McGowan goes on to note that "the firm that supplied training to CIA officers didn't just employ several members of the Finders, but appears to have in fact been a wholly owned subsidiary of the Finders organization. It should also be noted that the CIA does not, as a general rule-of-thumb, assign the training of its officers to outside contractors, unless, that is, the `private' firm utilized in such a capacity is a CIA front." (p. 61) The leader of the Finders group, Marion Pettie, in a 1998 interview explained that "Going back to World War II, I kept open house mainly to intelligence people in Washington. OSS people passing through, things like that." (p. 65) Regarding evidence found regarding international trafficking of children, the US Custom Service investigator in his memo stated that he was advised by a member of the Washington D.C. police that "the investigation into the activity of the Finders had become a CIA internal matter. The MPD [D.C. police] report has been classified SECRET and was not available for review." (p. 66). No one was indicted.

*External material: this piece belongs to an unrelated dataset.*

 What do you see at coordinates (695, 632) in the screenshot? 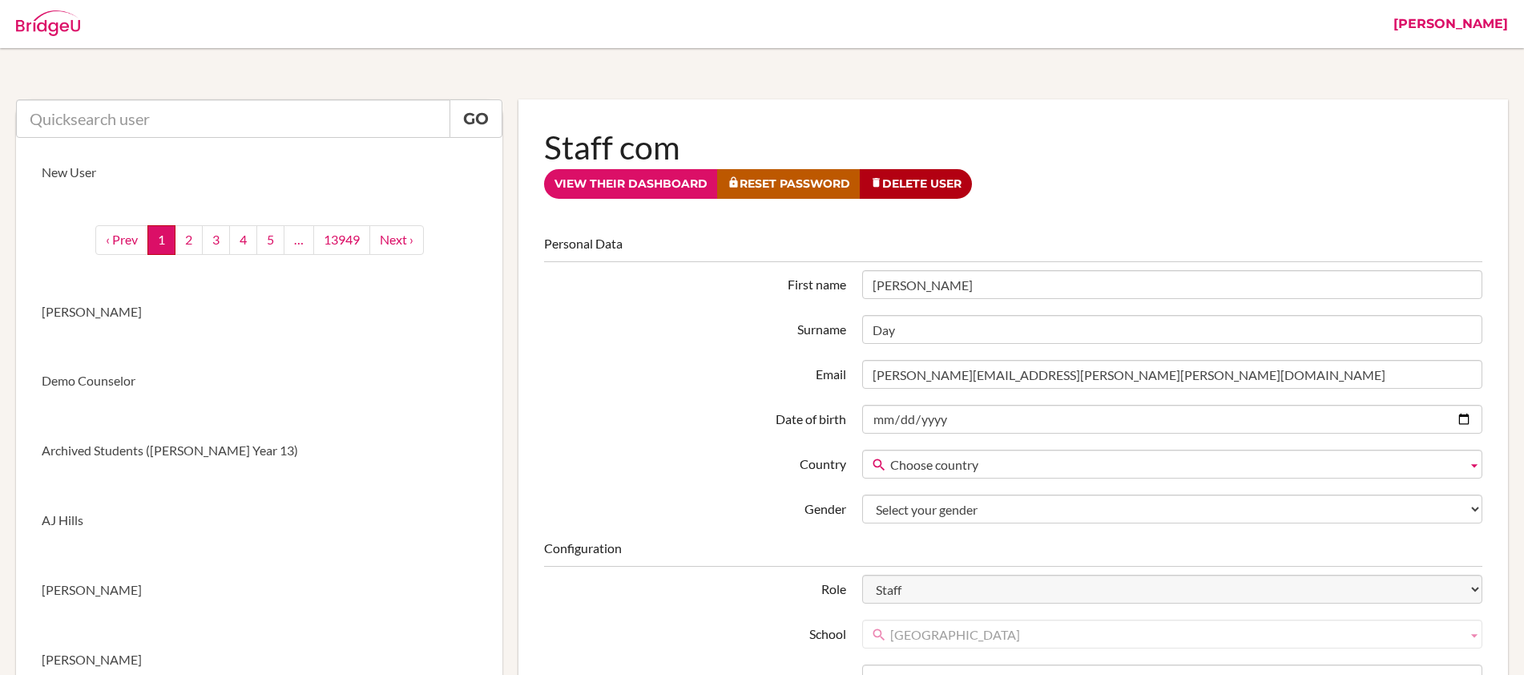
I see `label: School` at bounding box center [695, 632].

McGowan concludes Part I by suggesting that "it is certainly in the realm of possibility that the high profile child pornography raids in recent years, which invariably result in relatively few arrests and even fewer prosecutions and convictions, are not intended to punish the victimizers, but to identify and compromise them. And it is not inconceivable that the databases being compiled will be utilized as something of a recruitment list to identify those persons who have been `preconditioned,' so to speak, for future mind control operations." (p. 68)
McGowan begins Part II with the story of Henry Lee Lucas, a serial killer who confessed to nearly 600 murders, committed "rape, torture, mutilation, dismemberment, necrophilia, cannibalism and pedophilia" (p. 71) and who, oddly enough, was the only death-row inmate in the State of Texas spared death by Governor George Bush. McGowan suggests the reason for this and other odd leniencies enjoyed by Lucas lies in the possibility that he was an MK-Ultra programmed assassin.

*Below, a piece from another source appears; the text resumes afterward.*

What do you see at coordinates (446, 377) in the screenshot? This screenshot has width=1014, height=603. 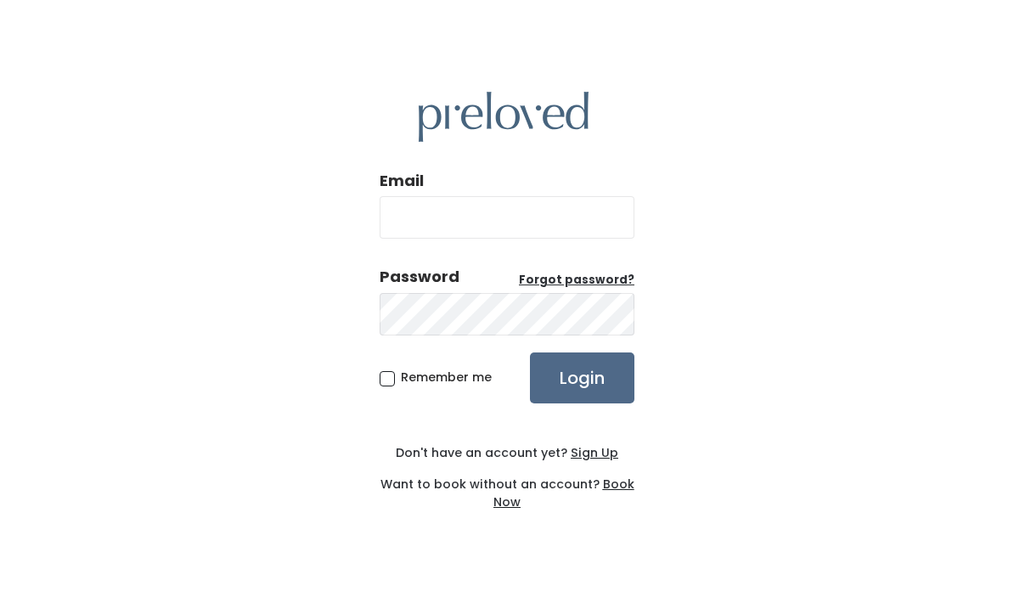 I see `span: Remember me` at bounding box center [446, 377].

By perpetuating the myth of the lone serial killer, authorities can deflect attention away from organized groups, cults or intelligence services. McGowan shows that in nearly all cases, the serial killers most likely had accomplices. The close ties of serial killers, child pimps and pornographers to people in position of authority in politics and law enforcement has also been covered up. Lucas himself is quoted as saying: "No one wants to believe the cult story. The TV people cut it out. The writers don't write about it." (p. 88)

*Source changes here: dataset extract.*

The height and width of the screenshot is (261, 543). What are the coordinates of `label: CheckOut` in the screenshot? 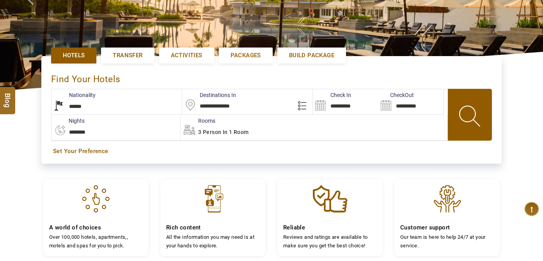 It's located at (396, 95).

Part III looks at some recent scandals as well as historical precedents from the past. Along the way we get a lucid exposition of why the parents of Jon-Benet Ramsey probably killed her and why Charles Lindbergh probably killed his "kidnapped" son.
McGowan concludes that the wave of sensationalized serial killings beginning around 1966 were a domestication of Operation Phoenix, the U.S. program of mass political assassination in Vietnam. The goal was to shock and frighten the public into acceptance of police state measures in the United States and to create a climate of right-wing reaction.